Few cuisines tie their ovens to the calendar as tightly as Bulgaria's. Bread here is not just food — in folk culture it carries a sacred weight, and a proverb has it that "when there is bread, everything exists" [c1]. Across the year the same short list of doughs reappears in different guises for different festivals: a lean ritual loaf at Christmas, a charm-filled banitsa at New Year, white halva at the gates of Lent, and a rich braided kozunak at Easter — with mekitsi frying in most kitchens on an ordinary Tuesday. This dossier walks the baking year in order, gives you native-sourced formulas in baker's percentage, and maps every ingredient to what a Bulgarian bakery trading in the UK can actually order.

A note on heritage before we start. Some of the sweetest items — baklava, lokum (локум, rose-scented Turkish delight) and halva — are Ottoman inheritances shared across the Balkans and the Middle East. The items that are distinctly Bulgarian, and that this article centres on, are banitsa, kozunak, mekitsi and the family of ritual breads (pitka, pogacha, bogovitsa). Both traditions sit on the same festive table [c24].

See the image B6cal-calendar-wheel for the whole year on one diagram, and the festive-calendar table in data.json for a scannable summary.

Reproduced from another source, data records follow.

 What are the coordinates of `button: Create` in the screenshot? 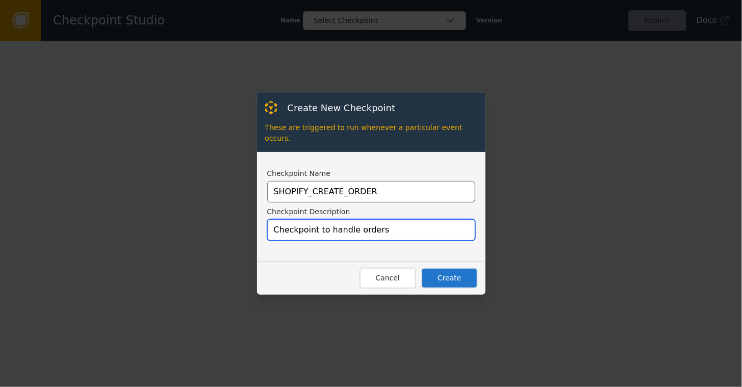 It's located at (449, 278).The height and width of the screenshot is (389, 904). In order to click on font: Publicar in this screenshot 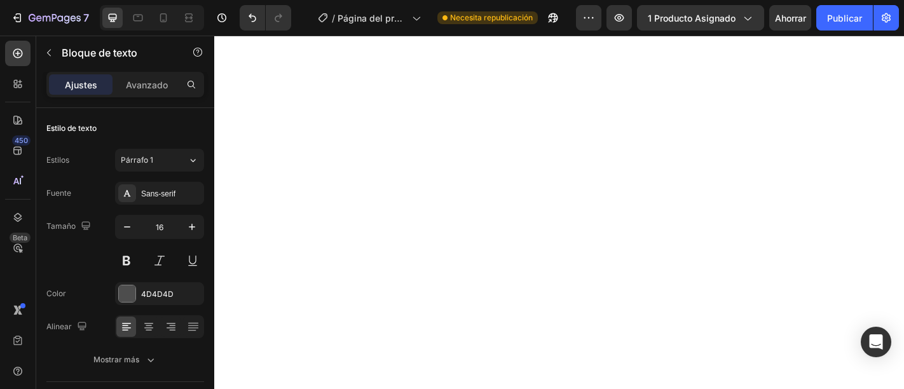, I will do `click(844, 18)`. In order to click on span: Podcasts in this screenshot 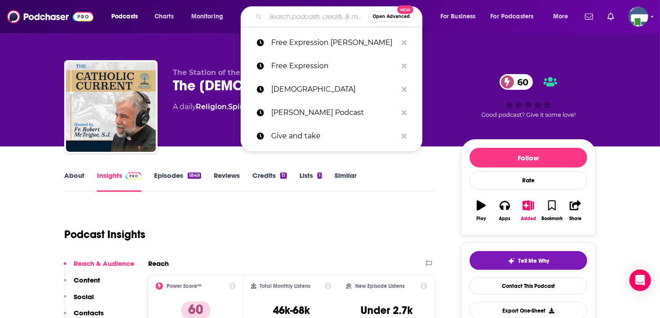, I will do `click(124, 17)`.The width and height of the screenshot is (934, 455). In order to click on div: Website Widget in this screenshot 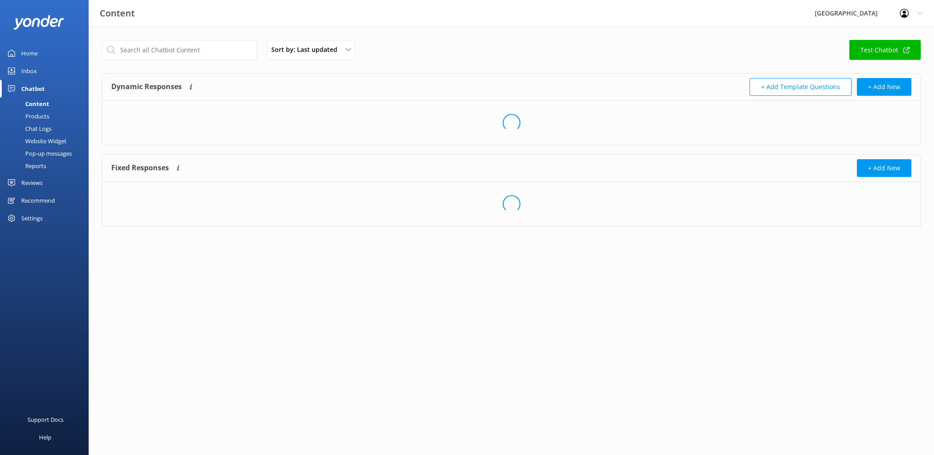, I will do `click(36, 141)`.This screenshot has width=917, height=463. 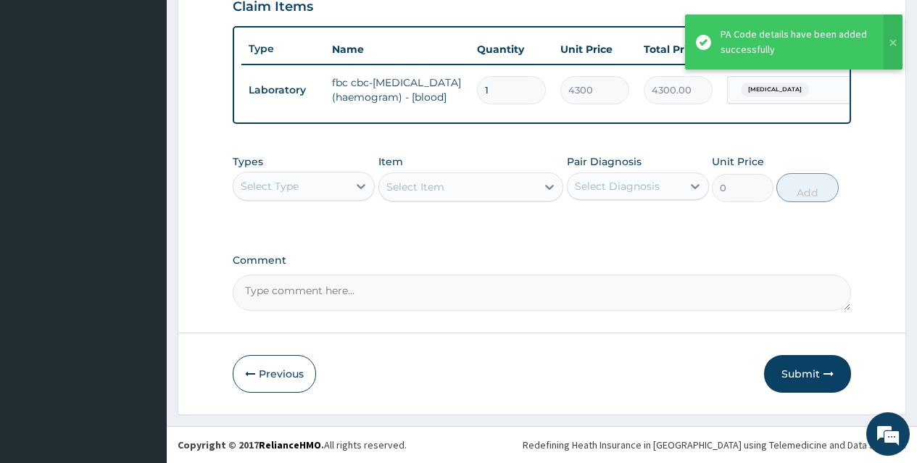 I want to click on th: Name, so click(x=397, y=49).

Winter solstice: Christmas Eve and the ritual loaf

The baking year's most solemn bread belongs to Budni vecher (Бъдни вечер, Christmas Eve, 24 December). The meal is festive but postna (постна) — Lenten, meat- and dairy-free, because it is the last night of the Nativity fast — and the dishes are deliberately an odd number: 7, 9 or 11 [c2]. At its centre sits a ritual loaf known by many regional names — bogovitsa (боговица), bogova pita, bozhichnik, vechernik — and a koledna pitka (коледна питка, Christmas loaf) into which a coin (паричка, parichka) is baked. Whoever finds the coin is promised the greatest luck in the coming year [c2]. For anything sold commercially, a baked-in metal coin is a foreign-body, choking (especially for children) and dental hazard — see the food-safety section for the control (a declared, food-grade wrapped or clearly-notified token).

The old ritual around this loaf is precise: it is kneaded from flour sifted three times and mixed with malchana voda (мълчана вода, "silent water") drawn before dawn from a spring and carried home in complete silence — traditionally by young women, or by a woman married only once [c3]. (The "silent water" is untreated spring water; you don't need it in a commercial bakery — use potable mains water.) The practical lessons carry over anyway — a fine, well-sifted flour and a clean, simply decorated round loaf. For the leavened versions, a Type 700 semi-white baker's flour is the traditional choice (see the flour-selection table and cross-link A1-wheat-flour-types-by-application).

New Year: banitsa with charms

If the Christmas loaf is solemn, New Year's is playful. Nova godina / Vasilyovden (Нова година, 1 January) is the day of banitsa s kasmeti (баница с късмети, "banitsa with fortunes"). The baker tucks charms between the filo coils: traditionally small twigs of dryan (дрян, dogwood/cornel) whose number of buds foretells each person's fortune for the year, together with a coin; today printed paper fortune-slips are common too [c4]. Everyone gets a wedge, and whoever bites the coin — or draws the twig with the most buds — wins the year's luck.

For production this is an ordinary coiled sirene banitsa (see the banitsa section below and the cutaway image B6cal-banitsa-charms) with the charms wrapped in a little foil or baking paper and pushed between the ropes of filled dough before baking. Note that a coin, dogwood twigs and paper slips baked into a product for sale are foreign-body and choking hazards, and foil wrapping is only a partial control (stray foil is itself a foreign body) — treat any charm as a documented, controlled inclusion with a clear consumer notice (see the food-safety section). It pairs with survakane, the New Year custom of tapping elders on the back with a decorated cornel branch for health.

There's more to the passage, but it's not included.